Hate is a strong word there. Let me just say this much: I'm not fond of how it started, or how it turned out.
--Ok, so honestly, in the lare 1980s and early 1990s, traditional martial arts like karate and aikido (and to be fair, Judo too), needed a counter balance. Somebody did need to show up and offer folks a reality check. But I really dislike the way the Gracies went about things--promoting their UFC and their jiu-jitsu style as if they were one and the same thing. Not to mention, hmm, let's see...early on...
1) You had athletes in a sport-style of jiu-jitsu picking random fights with relatively out-of-shape people. Non-athletes.
2) You had the early UFC take place in an unfamiliar "octagon" that is smaller than a mainstream boxing ring and padded quite heavily--definitely favoring grapplers from the get-go.
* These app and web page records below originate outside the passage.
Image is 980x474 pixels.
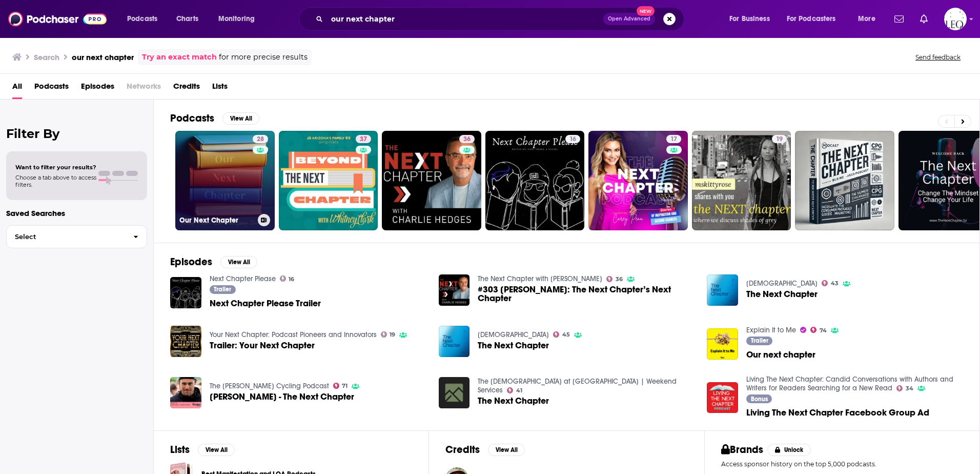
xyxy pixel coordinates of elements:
a: 36 [382,131,481,230]
span: For Podcasters [787,12,836,26]
a: #303 Charlie Hedges: The Next Chapter’s Next Chapter [439,274,470,305]
a: The Next Chapter with Charlie [478,274,602,283]
span: for more precise results [219,51,307,63]
button: open menu [211,11,268,27]
span: 71 [342,383,347,388]
button: Open AdvancedNew [604,13,655,25]
span: More [858,12,876,26]
span: 43 [831,281,838,285]
a: 37 [279,131,378,230]
a: 37 [356,135,371,143]
a: Lists [212,78,228,99]
span: 16 [570,134,576,144]
span: 19 [390,332,395,337]
span: Bonus [751,396,768,402]
a: 36 [459,135,474,143]
span: 74 [820,328,827,333]
a: 74 [810,327,827,333]
a: 36 [606,276,623,282]
span: Trailer: Your Next Chapter [210,341,315,350]
h2: Lists [170,443,190,456]
a: 28Our Next Chapter [175,131,275,230]
a: Next Chapter Please [210,274,276,283]
a: Charts [170,11,204,27]
button: View All [220,256,258,268]
button: Select [6,225,147,248]
span: 45 [562,332,570,337]
h2: Podcasts [170,112,214,124]
a: Credits [173,78,200,99]
span: Episodes [81,78,115,99]
a: The Roadman Cycling Podcast [210,381,329,390]
a: 17 [588,131,688,230]
img: The Next Chapter [439,325,470,357]
img: Living The Next Chapter Facebook Group Ad [707,382,738,413]
button: View All [222,113,260,124]
img: Nicolas Roche - The Next Chapter [170,377,202,408]
span: Open Advanced [608,17,651,21]
a: Explain It to Me [747,325,796,334]
button: Send feedback [912,53,963,61]
a: All [12,78,22,99]
span: 41 [516,388,522,393]
span: 16 [289,277,294,281]
button: open menu [120,11,171,27]
a: EpisodesView All [170,256,258,268]
span: Want to filter your results? [15,164,97,171]
img: The Next Chapter [439,377,470,408]
div: Search podcasts, credits, & more... [309,7,694,31]
a: Try an exact match [142,51,217,63]
a: 19 [381,331,396,337]
span: Networks [126,78,161,99]
span: For Business [729,12,770,26]
a: ListsView All [170,443,235,456]
input: Search podcasts, credits, & more... [327,11,604,27]
a: 16 [280,276,295,281]
span: Monitoring [218,12,255,26]
span: 17 [671,134,677,144]
img: Next Chapter Please Trailer [170,277,202,308]
h3: Our Next Chapter [180,216,253,225]
a: 34 [896,385,914,391]
h2: Filter By [6,126,147,141]
a: Nicolas Roche - The Next Chapter [210,392,354,401]
span: Logged in as LeoPR [944,8,967,30]
a: #303 Charlie Hedges: The Next Chapter’s Next Chapter [478,285,695,303]
span: 37 [360,134,367,144]
a: The Next Chapter [747,290,818,298]
a: PodcastsView All [170,112,260,124]
a: Living The Next Chapter: Candid Conversations with Authors and Writers for Readers Searching for ... [747,375,954,392]
h3: Search [34,53,59,62]
img: Podchaser - Follow, Share and Rate Podcasts [8,9,106,29]
a: Podcasts [35,78,68,99]
a: Show notifications dropdown [890,10,907,28]
img: Trailer: Your Next Chapter [170,325,202,357]
span: Trailer [214,286,231,292]
a: Our next chapter [747,350,816,359]
a: 41 [507,387,522,393]
a: 43 [822,280,838,286]
img: Our next chapter [707,328,738,359]
a: The Next Chapter [478,341,549,350]
img: The Next Chapter [707,274,738,305]
a: CreditsView All [445,443,525,456]
a: ARISE Church [747,279,818,287]
a: Show notifications dropdown [916,10,932,28]
a: 19 [772,135,787,143]
button: View All [198,444,235,456]
button: Unlock [767,444,811,456]
span: Next Chapter Please Trailer [210,299,321,307]
span: 34 [906,386,914,391]
button: View All [488,444,525,456]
3) And more to the point...you never saw the early Gracies go after Judo people, or Russian Sombo people, or collegiate wrestlers--the folks who train in some sort of ground fighting on an alive basis, much as they do. It was always apples versus oranges--in fights designed to favor the orange. Never mind the more-than-regular encounters with rhubarb (your Tae Kwon Do and kempo folks and the like, who spent as much time in business seminars and in babysitting younger students as they did in training anything--if what's typical of schools now was also true back then). So to speak.
So in the early, first three years or so of the UFC, there was ample evidence to suggest that the game was soft-rigged. People weren't paid to lose, but the deck was severely stacked against them, and need I mention again, many of these early folk were casual or non-athletes fighting paid-for sport jiu-jitsu competitors. Have _you_ owned anyone from the NBA on a basketball court lately, Gentle Asker? Me neither.
--Here comes the punch line: And _Then_ Congress got a hold of it. I really don't like how this mess turned out either, after Congress got a hold of it to make this a "safe sport". Honestly, the Pride FC rules--which allowed knee drops and soccer kicks to grounded opponents--were much more realistic and actually made the fights a LOT less rigged in favor of the grapplers. A double-leg takedown only _looks_ invincible when the rules don't _Allow you_ to hit the guy coming in. Ditto with the 12-to-6 anti-elbow rule. Elbows are not easy to land anyway, and the Congressman who brought that one up based his judgement on a _breaking demonstration_. That wasn't the brightest idea--bricks don't routinely move, or hit back, and many breaking demos are rigged anyway (it's all in how you do it, and in how you prepare the materials....very few people actually do breaks the honest, correct way, against the grain anymore, and it's so rare many folks don't even know it).
In short: Congress overreacted to what they perceived as barbarism. They had no idea how dry, technical and bloodless actual grappling could be, or how rigged the thing already was in favor of groundfighting. Nobody anticipated "lay and pray" stalling tactics like what's rampant in the UFC now. Instead, people looked at boxing, at how people routinely beat each other's brains out, and based their decision-making on an amped up version of that, at best. If not complete ignorance at worst.
So yeah, Congress brought a bad punch-line to something that was already a bit of a joke. A well-paying, world-famous joke, but still...a joke. Some 90 percent of Randy Couture's wins would be disqualifications now--because he won them early on, and had the rules changed out from under him literally from one match to the next. Over half of the "illegal moves" that are in the UFC rulebook, and by default in the MMA rulebook here in the States, came about because of something Couture did to win. North-south (knees to face) ground and pound? Check. Open-handed strangles? Check.
Now don't get me wrong. I have nothing against grappling. I loved watching Olympic Judo and Greco-Roman wrestling, the real, competitive stuff, as a young man. But I don't like dishonesty, not when people insist they're clean and honest and "ultimate". I don't _hate_ anything about the UFC but the attitude--the "I'm better than all y'all" attitude.
It just makes me sad that well....the success of it all didn't actually do much to promote schools that teach real, practical skills. All it seems to do is feed itself as a sport promotion. And the egos of roughneck men of a certain, brash young age when they think their bodies are perfect.